The point is, Ms. Bourgeois was there. And she too is a product of influences, from specific figures like Brancusi, Léger and Duchamp, to whole art historical fields (Baroque and Hellenistic sculpture, Surrealism, African art). She’s quick to acknowledge them because she knows that being influenced is unimportant. It’s how you personalize influence — reshape it, mock it, brutalize it, tickle it, lift it up — that counts.

Her unorthodoxies did not make for easy going. By the 1960s and ’70s, when the woman’s movement was turning cultural givens inside out, she was already a resistance veteran. People saw this and made a hero of her, and she played along. She seems to like acting the sage — there are worse crimes — and she is very good at it.

And now she is part of the liberation, less for what she says than for how she lives her life, which is her work. Certain artists inspire by formal example, other by giving permission. Ms. Bourgeois is a permission-giver.

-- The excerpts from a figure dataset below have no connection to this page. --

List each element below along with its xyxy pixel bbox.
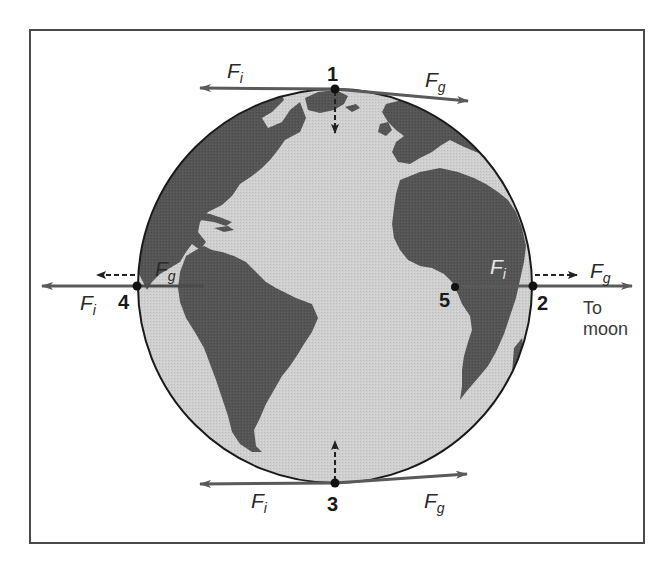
fi-label-3: Fi <box>251 490 267 515</box>
point-3-dot <box>331 479 340 488</box>
point-5-dot <box>451 283 459 291</box>
fg-label-2: Fg <box>590 260 611 285</box>
fg-label-3: Fg <box>424 490 445 515</box>
point-3-label: 3 <box>327 494 338 514</box>
fg-label-1: Fg <box>425 69 446 94</box>
point-2-dot <box>529 282 538 291</box>
to-moon-label: To moon <box>583 298 628 339</box>
point-5-label: 5 <box>439 290 450 310</box>
to-moon-line-2: moon <box>583 319 628 340</box>
fi-arrow-1 <box>200 88 335 89</box>
fi-label-4: Fi <box>80 292 96 317</box>
fi-label-2: Fi <box>490 256 506 281</box>
point-1-label: 1 <box>327 64 338 84</box>
point-4-dot <box>133 282 142 291</box>
point-2-label: 2 <box>537 293 548 313</box>
point-4-label: 4 <box>118 292 129 312</box>
fg-label-4: Fg <box>155 258 176 283</box>
to-moon-line-1: To <box>583 298 628 319</box>
point-1-dot <box>331 85 340 94</box>
fi-arrow-3 <box>200 483 335 484</box>
fi-label-1: Fi <box>227 60 243 85</box>
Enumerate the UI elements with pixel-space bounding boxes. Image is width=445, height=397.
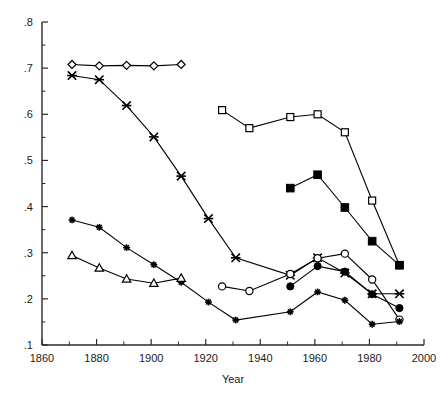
- x-axis-tick-labels: 18601880190019201940196019802000: [30, 352, 436, 364]
- marker-open-square: [314, 111, 321, 118]
- x-tick-label: 1900: [139, 352, 163, 364]
- chart-canvas: .1.2.3.4.5.6.7.8 18601880190019201940196…: [0, 0, 445, 397]
- marker-filled-circle: [396, 304, 403, 311]
- marker-filled-circle: [287, 283, 294, 290]
- marker-filled-x: [67, 71, 77, 79]
- series-open-triangle: [68, 251, 186, 286]
- marker-filled-plus: [150, 261, 157, 268]
- marker-filled-x: [95, 75, 105, 83]
- x-tick-label: 1880: [84, 352, 108, 364]
- marker-open-circle: [341, 250, 348, 257]
- marker-open-triangle: [95, 264, 103, 271]
- x-tick-label: 1920: [193, 352, 217, 364]
- marker-filled-plus: [396, 318, 403, 325]
- marker-open-triangle: [177, 274, 185, 281]
- marker-filled-x: [176, 172, 186, 180]
- marker-filled-square: [287, 184, 295, 192]
- marker-filled-plus: [96, 224, 103, 231]
- series-layer: [67, 60, 404, 327]
- marker-open-triangle: [68, 251, 76, 258]
- y-tick-label: .3: [24, 247, 33, 259]
- x-tick-label: 2000: [412, 352, 436, 364]
- marker-open-square: [246, 125, 253, 132]
- x-tick-label: 1860: [30, 352, 54, 364]
- marker-open-circle: [369, 276, 376, 283]
- marker-open-diamond: [95, 62, 103, 70]
- marker-filled-plus: [287, 308, 294, 315]
- marker-filled-square: [368, 237, 376, 245]
- marker-filled-plus: [69, 217, 76, 224]
- marker-filled-circle: [341, 268, 348, 275]
- series-open-diamond: [68, 60, 185, 69]
- marker-filled-plus: [314, 289, 321, 296]
- series-filled-circle: [287, 262, 403, 311]
- line-chart: .1.2.3.4.5.6.7.8 18601880190019201940196…: [0, 0, 445, 397]
- marker-open-square: [287, 114, 294, 121]
- marker-filled-plus: [369, 321, 376, 328]
- x-axis-title: Year: [222, 373, 245, 385]
- marker-open-square: [369, 197, 376, 204]
- marker-filled-x: [122, 101, 132, 109]
- marker-open-circle: [314, 255, 321, 262]
- marker-filled-x: [231, 254, 241, 262]
- marker-filled-x: [149, 133, 159, 141]
- marker-filled-circle: [369, 291, 376, 298]
- marker-filled-x: [204, 214, 214, 222]
- series-polyline: [72, 76, 399, 294]
- marker-open-diamond: [68, 60, 76, 68]
- marker-filled-plus: [232, 317, 239, 324]
- marker-open-circle: [287, 270, 294, 277]
- marker-open-circle: [246, 287, 253, 294]
- marker-open-square: [219, 107, 226, 114]
- series-polyline: [222, 254, 399, 320]
- marker-filled-plus: [205, 299, 212, 306]
- series-plus: [69, 217, 403, 328]
- y-tick-label: .2: [24, 293, 33, 305]
- marker-open-diamond: [177, 60, 185, 68]
- y-tick-label: .8: [24, 16, 33, 28]
- marker-open-square: [341, 129, 348, 136]
- marker-filled-plus: [341, 297, 348, 304]
- x-axis-ticks: [42, 339, 424, 345]
- y-tick-label: .6: [24, 108, 33, 120]
- marker-filled-plus: [123, 244, 130, 251]
- marker-filled-square: [396, 261, 404, 269]
- series-cross-x: [67, 71, 404, 298]
- x-tick-label: 1940: [248, 352, 272, 364]
- marker-filled-square: [314, 171, 322, 179]
- series-polyline: [72, 220, 399, 324]
- y-tick-label: .5: [24, 154, 33, 166]
- marker-filled-x: [395, 290, 405, 298]
- marker-open-diamond: [150, 62, 158, 70]
- marker-open-triangle: [122, 275, 130, 282]
- y-axis-ticks: [42, 22, 48, 345]
- marker-open-diamond: [123, 61, 131, 69]
- marker-open-circle: [218, 283, 225, 290]
- x-tick-label: 1980: [357, 352, 381, 364]
- marker-filled-circle: [314, 262, 321, 269]
- marker-filled-square: [341, 204, 349, 212]
- y-axis-tick-labels: .1.2.3.4.5.6.7.8: [24, 16, 33, 351]
- y-tick-label: .4: [24, 201, 33, 213]
- y-tick-label: .7: [24, 62, 33, 74]
- x-tick-label: 1960: [303, 352, 327, 364]
- y-tick-label: .1: [24, 339, 33, 351]
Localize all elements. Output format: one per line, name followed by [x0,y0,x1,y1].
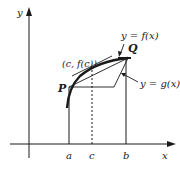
mean-value-theorem-diagram: y x P Q (c, f(c)) y = f(x) y = g(x) a c … [0,0,180,170]
f-curve-label: y = f(x) [120,30,159,41]
tick-label-a: a [66,150,72,161]
x-axis-arrow-icon [167,141,176,147]
tick-label-b: b [123,150,129,161]
point-label-q: Q [128,42,138,55]
point-label-p: P [57,82,67,95]
tick-label-c: c [89,150,95,161]
x-axis-label: x [162,150,168,161]
y-axis-arrow-icon [26,7,32,16]
tangent-point-label: (c, f(c)) [62,58,97,69]
g-curve-label: y = g(x) [139,78,180,89]
y-axis-label: y [16,7,23,18]
g-label-pointer [123,74,138,82]
f-pointer-arrow-icon [118,51,122,57]
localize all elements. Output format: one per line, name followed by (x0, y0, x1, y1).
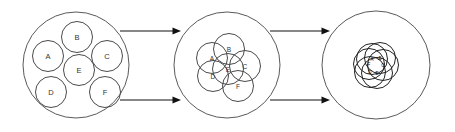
arrow-top-right (270, 28, 330, 35)
stage-1-label-a: A (45, 52, 50, 61)
arrow-bottom-left (120, 97, 181, 104)
arrow-top-left (120, 28, 181, 35)
arrow-bottom-left-head (173, 97, 182, 104)
stage-3-group: A B C D E F (322, 11, 430, 119)
stage-2-label-c: C (243, 63, 248, 70)
stage-3-label-d: D (368, 70, 372, 75)
arrow-bottom-right (270, 97, 330, 104)
stage-2-label-b: B (227, 46, 232, 53)
stage-2-label-d: D (211, 73, 216, 80)
arrow-bottom-right-head (322, 97, 331, 104)
stage-2-label-a: A (210, 55, 215, 62)
stage-1-label-e: E (76, 66, 81, 75)
circle-contraction-diagram: A B C D E F A B C D E F (0, 0, 455, 132)
stage-3-label-b: B (378, 56, 381, 61)
stage-1-label-d: D (48, 88, 54, 97)
stage-2-label-e: E (226, 66, 231, 73)
stage-1-group: A B C D E F (23, 12, 129, 118)
stage-2-label-f: F (236, 83, 240, 90)
stage-1-label-b: B (74, 33, 79, 42)
arrow-top-left-head (173, 28, 182, 35)
arrow-top-right-head (322, 28, 331, 35)
stage-1-label-c: C (104, 52, 110, 61)
stage-1-label-f: F (103, 88, 108, 97)
stage-3-outer-circle (322, 11, 430, 119)
stage-2-group: A B C D E F (174, 12, 280, 118)
diagram-page: A B C D E F A B C D E F (0, 0, 455, 132)
stage-3-label-f: F (368, 62, 371, 67)
stage-3-label-e: E (375, 71, 378, 76)
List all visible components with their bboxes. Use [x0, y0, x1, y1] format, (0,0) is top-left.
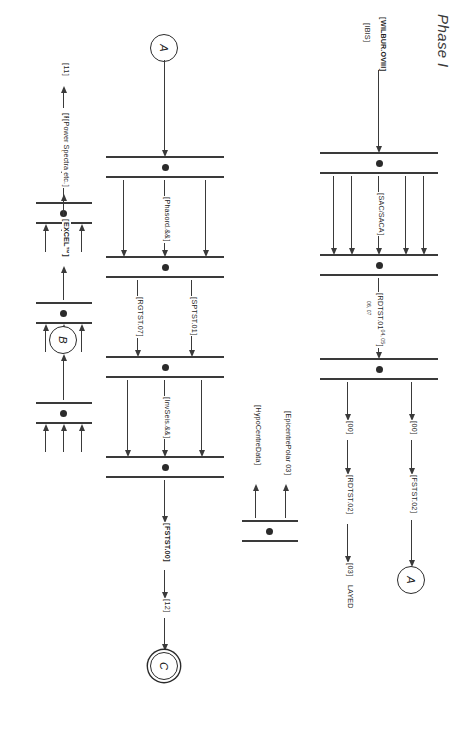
arc-zero-b-next: [411, 440, 412, 470]
transition-bar-t1a: [320, 152, 438, 154]
place-dot-p2: [376, 262, 383, 269]
label-eleven: 11: [62, 62, 71, 77]
transition-bar-t2b: [320, 274, 438, 276]
place-dot-p11: [60, 410, 67, 417]
arc-wilbur-to-t1: [378, 70, 379, 148]
connector-c-end[interactable]: C: [150, 652, 178, 680]
label-zero-b: 00: [410, 420, 419, 435]
label-hypocentre: HypoCentreData: [254, 404, 263, 466]
transition-bar-t5a: [106, 256, 224, 258]
arrowhead-power: [62, 194, 68, 201]
transition-bar-t6b: [106, 376, 224, 378]
arrowhead-11: [62, 86, 68, 93]
arc-t1-fan-2: [405, 176, 406, 250]
label-invseis: InvSeis.&&: [163, 396, 172, 439]
arrowhead-t10-1: [80, 324, 86, 331]
place-dot-p10: [60, 310, 67, 317]
transition-bar-t8a: [242, 520, 298, 522]
arc-zero-a-next: [347, 440, 348, 470]
arc-fstst-to-a: [411, 520, 412, 562]
arrowhead-t11-2: [62, 424, 68, 431]
page-title: Phase I: [435, 14, 452, 68]
transition-bar-t4a: [106, 156, 224, 158]
transition-bar-t1b: [320, 172, 438, 174]
transition-bar-t10a: [36, 302, 92, 304]
transition-bar-t4b: [106, 176, 224, 178]
label-rdtst01-text: RDTST.01: [376, 296, 385, 330]
place-dot-p1: [376, 160, 383, 167]
label-sac-saca: SAC/SACA: [377, 192, 386, 236]
label-fstst02: FSTST.02: [410, 474, 419, 514]
arc-phasord-3: [123, 180, 124, 252]
label-rdtst01-sup2: 06, 07: [366, 300, 372, 317]
transition-bar-t7a: [106, 456, 224, 458]
connector-b-left[interactable]: B: [49, 326, 77, 354]
transition-bar-t2a: [320, 254, 438, 256]
place-dot-p5: [162, 264, 169, 271]
arc-rdtst02-to-03: [347, 524, 348, 558]
arrowhead-c: [163, 644, 169, 651]
transition-bar-t9a: [36, 202, 92, 204]
arc-t3-fstst-1: [411, 382, 412, 416]
arc-to-b: [63, 356, 64, 400]
transition-bar-t7b: [106, 476, 224, 478]
arrowhead-hypocentre: [254, 484, 260, 491]
arc-phasord-1: [205, 180, 206, 252]
place-dot-p3: [376, 366, 383, 373]
transition-bar-t11a: [36, 402, 92, 404]
arrowhead-excel: [62, 266, 68, 273]
transition-bar-t5b: [106, 276, 224, 278]
transition-bar-t6a: [106, 356, 224, 358]
label-power-spectra: Power Spectra etc.: [62, 118, 71, 188]
label-phasord: Phasord.&&: [163, 196, 172, 243]
arc-invseis-1: [201, 380, 202, 452]
label-layed: LAYED: [346, 584, 355, 610]
label-excel: EXCEL™: [62, 218, 71, 258]
arc-t1-fan-1: [423, 176, 424, 250]
label-epicentre: EpicentrePolar 03: [284, 410, 293, 476]
label-zero-c: 03: [346, 562, 355, 577]
arc-fstst00: [164, 480, 165, 518]
label-rdtst01-sup1: 04, 05: [380, 330, 386, 345]
arrowhead-epicentre: [284, 484, 290, 491]
arc-a-to-t4: [164, 60, 165, 152]
label-fstst00: FSTST.00: [163, 522, 172, 563]
label-rdtst01: RDTST.0104, 05: [376, 292, 386, 348]
arc-fstst00-to-12: [164, 570, 165, 594]
label-zero-a: 00: [346, 420, 355, 435]
arrowhead-t10-3: [44, 324, 50, 331]
label-twelve: 12: [163, 598, 172, 613]
place-dot-p7: [162, 464, 169, 471]
arrowhead-t9-3: [44, 224, 50, 231]
transition-bar-t8b: [242, 540, 298, 542]
arrowhead-t11-1: [80, 424, 86, 431]
arc-invseis-3: [127, 380, 128, 452]
transition-bar-t3a: [320, 358, 438, 360]
place-dot-p8: [266, 528, 273, 535]
arrowhead-t11-3: [44, 424, 50, 431]
place-dot-p6: [162, 364, 169, 371]
label-sptst01: SPTST.01: [190, 296, 199, 336]
label-wilbur: WILBUR.OVIII: [379, 16, 388, 72]
arrowhead-t9-1: [80, 224, 86, 231]
arc-12-to-c: [164, 618, 165, 646]
connector-a-lower[interactable]: A: [397, 566, 425, 594]
transition-bar-t3b: [320, 378, 438, 380]
place-dot-p4: [162, 164, 169, 171]
arc-t1-fan-5: [333, 176, 334, 250]
arrowhead-b: [62, 354, 68, 361]
page-root: Phase I WILBUR.OVIII IBIS SAC/SACA RDTST…: [0, 0, 468, 756]
label-rgtst07: RGTST.07: [136, 296, 145, 338]
label-rdtst02: RDTST.02: [346, 474, 355, 515]
connector-a-top[interactable]: A: [150, 34, 178, 62]
arc-t1-fan-4: [351, 176, 352, 250]
label-ibis: IBIS: [363, 22, 372, 43]
diagram-canvas: Phase I WILBUR.OVIII IBIS SAC/SACA RDTST…: [0, 0, 468, 756]
arc-t3-rdtst-1: [347, 382, 348, 416]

Your daily life is propelled by fear? Draw fear. You can. Impossible to sleep at night? Make night your studio, the cloth you embroider with needs and dreams. The past is an obsession you can neither embrace nor release? Make an image of obsession, any image will do. And you’ll feel better for a while. Ms. Bourgeois has made many such images. One at the Guggenheim is a bronze sculpture of a tiny, childlike, nude figure engulfed in the anaconda squeeze of a wrap-around phallus. The piece is titled “Spiral Woman” (1984). Ms. Bourgeois calls it a self-portrait.

It is hilariously cruel, this cartoon of suffocation, a sick joke the artist has turned on herself and on the world. It is also beautiful — petite, delicate, burnished a gleaming gold. It is probably heavy, but suspended by a cord, it looks like a cloud, a twisty cloud, floating free.

(责任编辑:李丹丹)

注:本站上发表的所有内容,均为原作者的观点,不代表雅昌艺术网的立场,也不代表雅昌艺术网的价值判断。